Movie studios and music companies achieved their wealth and monopoly because they offered a more efficient distribution system. Now that system is being trumped by the greater efficiency of peer-to-peer exchange.
It is not lawless teens who are wreaking all this havoc but the marketplace.
In fact, the courts and legislature will surely be predisposed to protect the entertainment industry, as they are inclined (at least initially) to protect all important and powerful sectors of the economy. Entertainment is, after all, not only one of the largest industries in the U.S. but one of our most successful exports.
Still, the real aim here, which some but certainly not all entertainment executives appreciate, is not to stop the downloading but merely to slow its impact. A soft landing would be nice.
But it isn’t the end.
Or it is, relatively speaking, the end of significant aspects of the content-distribution conglomerates. I suppose you could even argue that downloading is, consciously or not, a form of passive resistance. Gandhi making his homespun. A stand against perceptual imperialism! (It is notable how music and movie producers, once glamorous, are now widely regarded as grotesques.) But it certainly isn’t the end of movies or music—or even schemes to make money off movies or music.
Producing, manufacturing, and distribution, which represent much of the value supplied by the entertainment industry, are now pretty much idiot-proof. You can make music and movies without most of the costs that are now inherent in the entertainment-industry systems—and many people are.
As mass-market pop culture is being ripped off, another mom-and-pop culture is slowly moving into place.

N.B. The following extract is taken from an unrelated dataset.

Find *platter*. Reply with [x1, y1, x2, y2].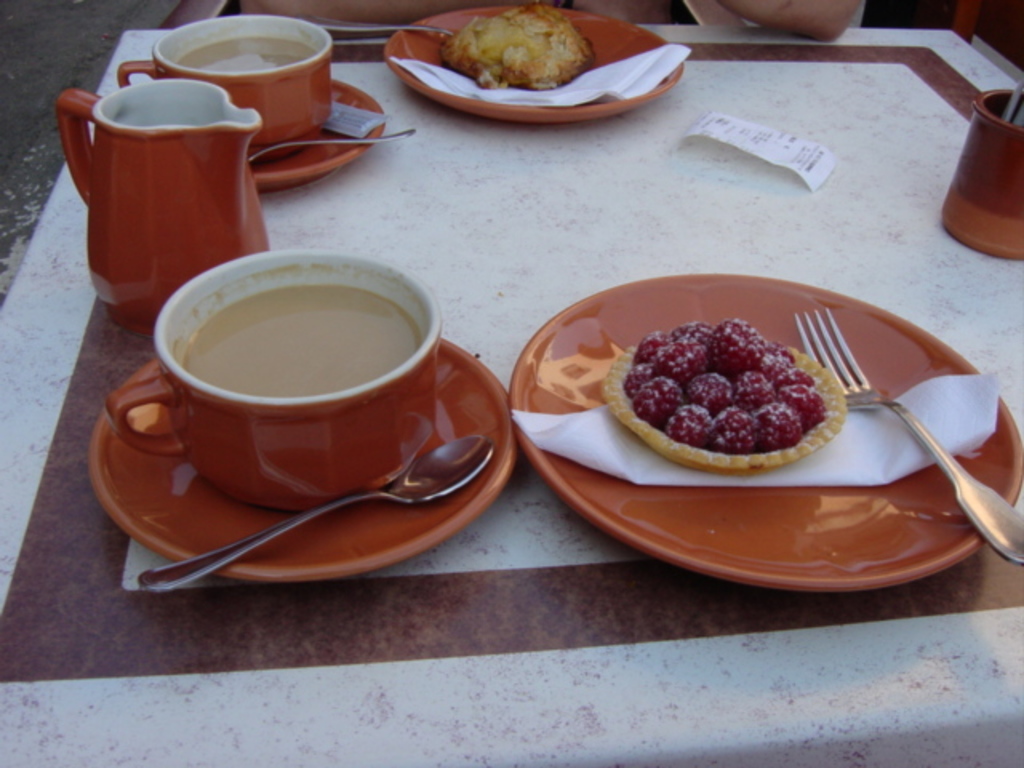
[387, 2, 685, 123].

If you think back to before the rise of the entertainment conglomerates, you get to a music industry made up largely of transitory, hit-or-miss labels. Tin Pan Alley. That’s where we’re heading. From there, a new music business will be formed. Likewise, the movie industry, which, in fact, is now riding high on selling the DVDs that will provide the digital wherewithal to steal the industry out from under itself, will shortly find itself as moribund as it found itself in the sixties—with television having eaten its lunch and the independents (and yes . . . foreign films) mocking the movies it did produce. And, quite possibly, the movie business will, as it once did, bounce back in some new sort of creative seventies (even without all that cocaine). Failure is regenerative.
And it’s worth mentioning, however much your children download, pop culture itself, alas, still won’t go away (although some of it will, and pop stars will be paid less, which can only be a good thing). It just gets invented somewhere else in the entertainment-distribution chain. If the music companies can’t invent the stars that MTV needs, then MTV will merely invent them itself (as it already does). No biggie. Indeed, the amateur-hour reality shows are doing just that.

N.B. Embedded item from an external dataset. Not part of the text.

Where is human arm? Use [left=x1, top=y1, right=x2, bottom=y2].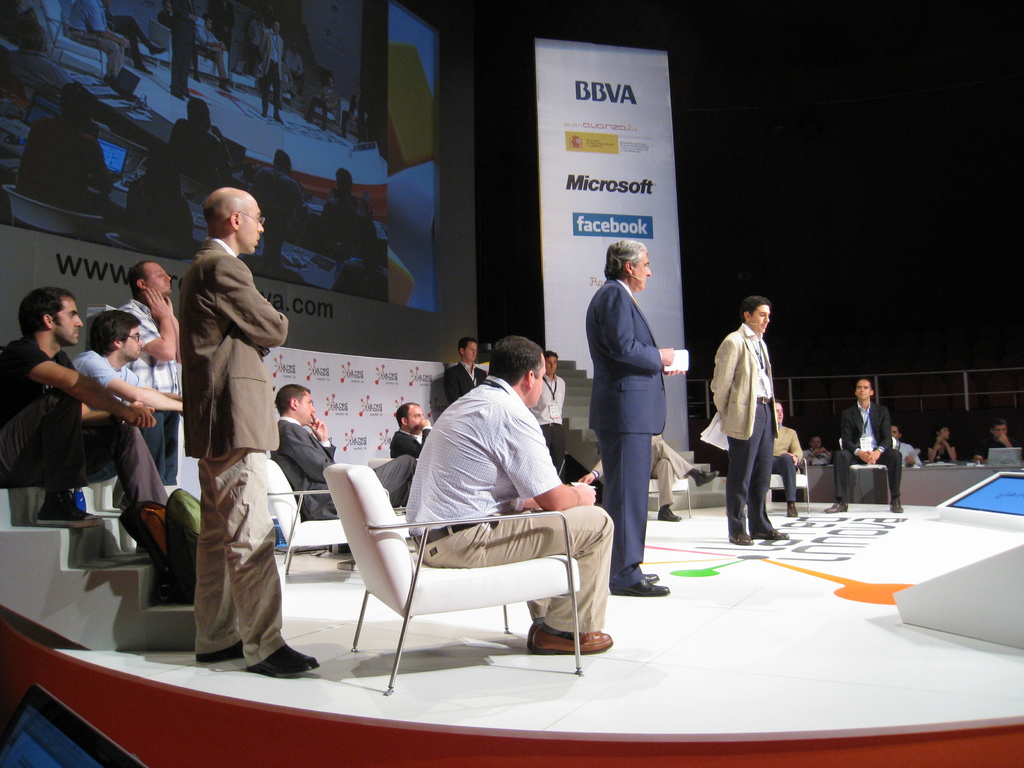
[left=708, top=333, right=748, bottom=419].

There will, naturally, be economic losers. And I do not want to be so heartless as to say that in this instance virtually all of the economic losers deserve to lose, and that almost nobody will ever mourn their fate—but sometimes capitalism does have a sense of humor.

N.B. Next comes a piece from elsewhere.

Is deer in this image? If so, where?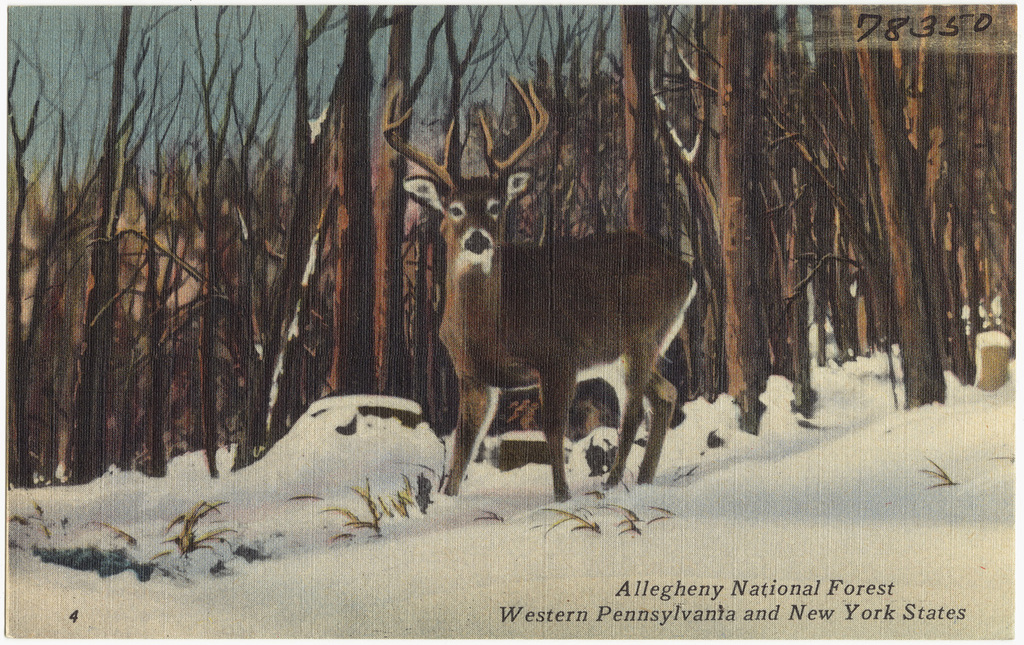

Anyway, the point here is our children (as Whitney Houston might say). And what they’re doing right now. And what we should be saying to them—what the Recording Industry Association of America would have us say (the threats they would have us make), or, alternatively, something about the larger historical forces at work and about this being a very interesting time in which to observe the passing of economic and cultural worlds.
Which, of course, they’ll be so very eager to hear all about.